The risk of this approach, though, is hopefully obvious to anyone who’s read (or watched) widely enough to see it gone wrong. If the spare threads are too small, future stories that build on them will give the appearance of grasping at straws or spinning up new material to profit off a book’s popularity. If they’re too strong, however, they can become big, obvious loose ends that detract from the SWSP if it remains a standalone. Navigating between these options is a tightrope walk, to put it lightly. 

3. Ensemble Casts

This variant starts with prominent or otherwise memorable side characters that undergo some development in the first book of a SWSP. “Some” is the operative word here. These characters must be developed enough that readers get invested in them, but not so developed that they too exhaust their growth potential by the end of the first book. They must maintain flaws and internal conflict. They must have backstory that’s hidden enough to offer material for future books, but hinted at enough to intrigue readers. Because they’re side characters, this is easier to pull off than it would be with the first book’s protagonist.

If the SWSP becomes a series, that first protagonist can pass the baton to these characters to carry on the story. This gives side characters their chance to shine, and gives the series a fresh source of character development to keep readers invested. You might even be able to put one character in charge of the whole rest of the series, thus granting them a longer cumulative arc that your first book’s lead was denied. 

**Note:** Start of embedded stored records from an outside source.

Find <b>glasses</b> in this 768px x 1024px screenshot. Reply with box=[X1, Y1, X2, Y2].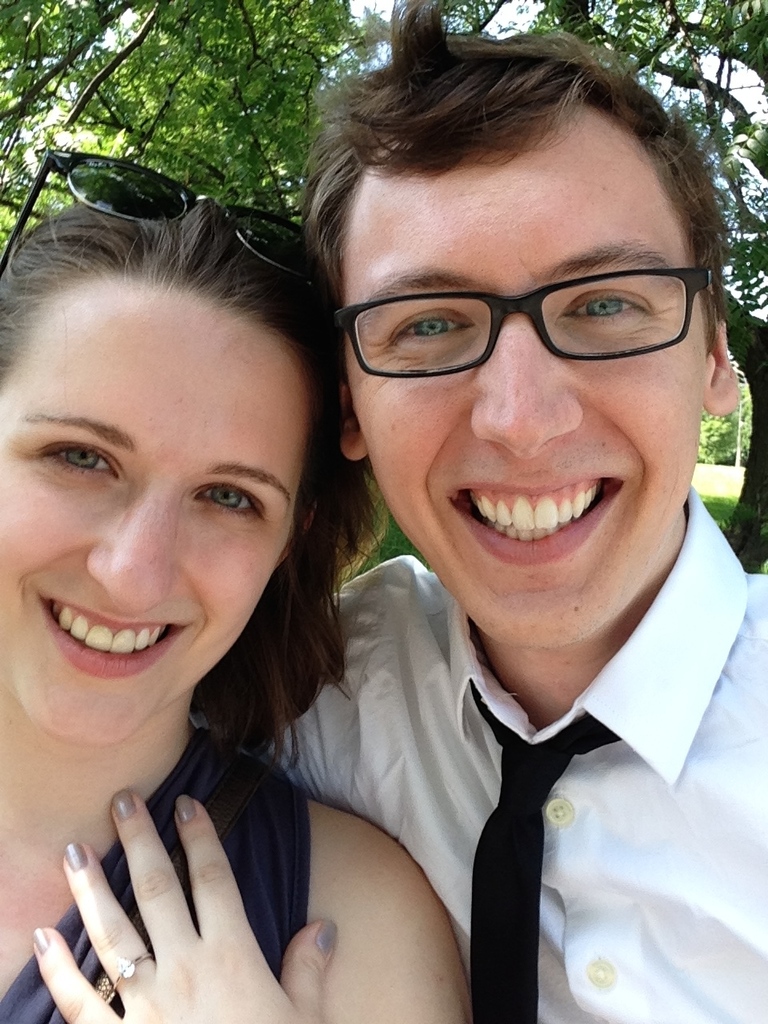
box=[308, 241, 712, 394].
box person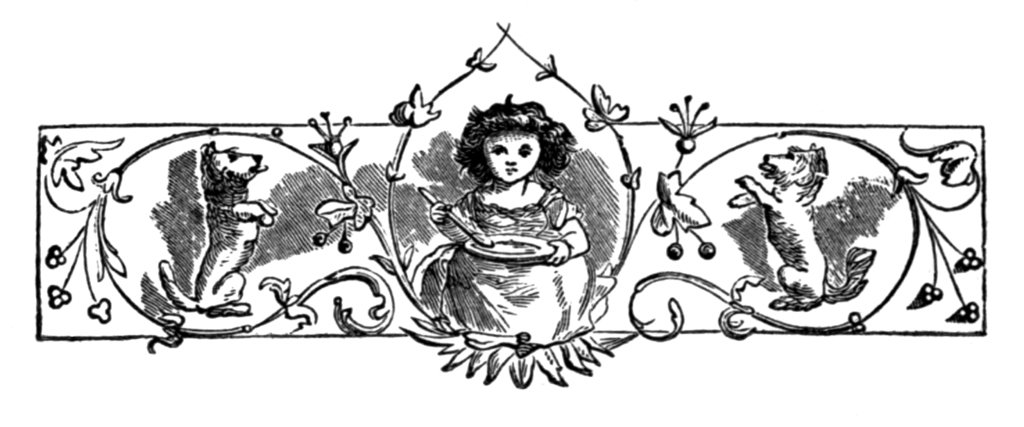
423, 102, 594, 342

There are, of course, downsides to this too. Most cumulative series keep the same protagonist all the way through. This gives readers someone to latch onto, get deeply invested in, and follow to the end of the story. A revolving door of protagonists can detract from that investment, especially if former characters stick around but are left with flat arcs for the rest of the series. A single hand-off where the second character carries the rest of the series, meanwhile, can feel like a bait-and-switch. There aren’t really other options. 

Pick Your Poison

Publishers likely aren’t going to stop asking for SWSPs any time soon. This means writers will keep being asked or incentivized to write them, and their downsides will continue to propagate through the realm of published books. The fact that SWSPs range from disadvantaged to structurally broken isn’t likely to mitigate—let alone reverse—this trend. 

The results of this are already apparent if you know where to look. Writers who want to make their debut with series (without cutting off those series’ heads) flock to serialization and self-publishing, where story length remains an asset and no industry gatekeeper guards the door. Unfortunately, the upfront costs of self-publishing only multiply when a series is involved. You have to sink that much more time, effort, risk, and cost into the project before you can call it done. Whether this is balanced by reduced marketing costs and higher return on investment is probably a case-by-case question. And for better or for worse, authors aren’t going to stop shooting for traditional publishing anytime soon. 

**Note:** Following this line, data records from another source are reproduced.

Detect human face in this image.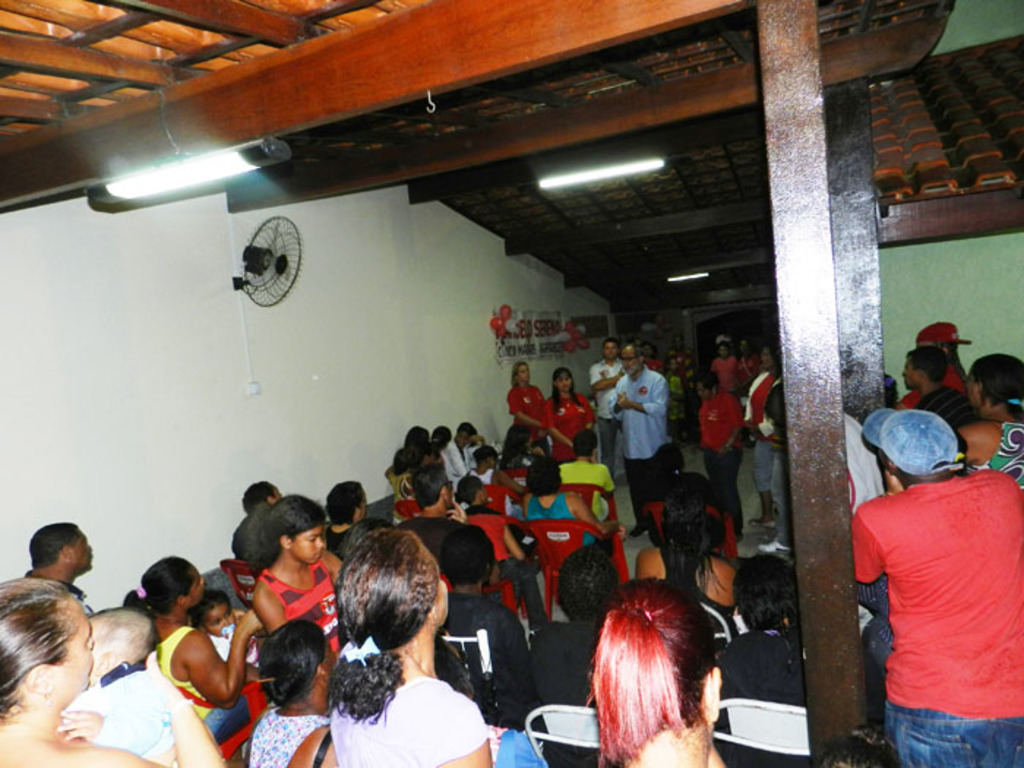
Detection: [left=189, top=573, right=205, bottom=604].
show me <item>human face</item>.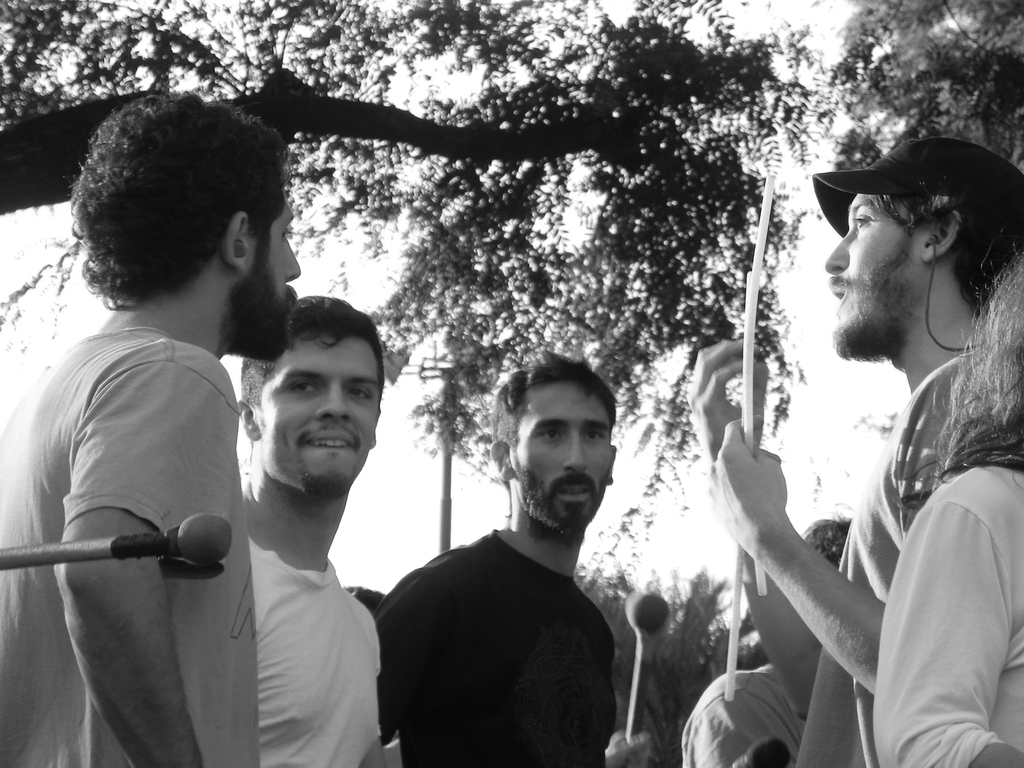
<item>human face</item> is here: [x1=244, y1=180, x2=298, y2=358].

And so here we are. I’m not here to stop anyone from writing a SWSP, especially if publishing is your dream and that’s what you want to shoot your shot with. In fact, one goal of this blog post was the opposite: to share knowledge on where and how SWSPs can work, together with each option’s pros and cons. So if you are one of those people aiming for this story model, good luck! And I hope you found this helpful.


About the Author

You are looking at a picture of my face. Not my real face; I don't like posting that on the internet. I'm a white guy with brown hair and blue eyes. The button-up is for show; I spend most of my time in sweatpants. Ignore the fire behind me. Blame the cat.

A.B. Channing is a queer speculative fiction writer and blogger who loves analyzing the writing industry and dislikes speaking about himself in third person. Most of his work is Dark Fantasy or Horror, but he frequently dabbles in Sci-Fi, Paranormal, and Romance. When not at his keyboard, he can most often be found up to his elbows in a pond.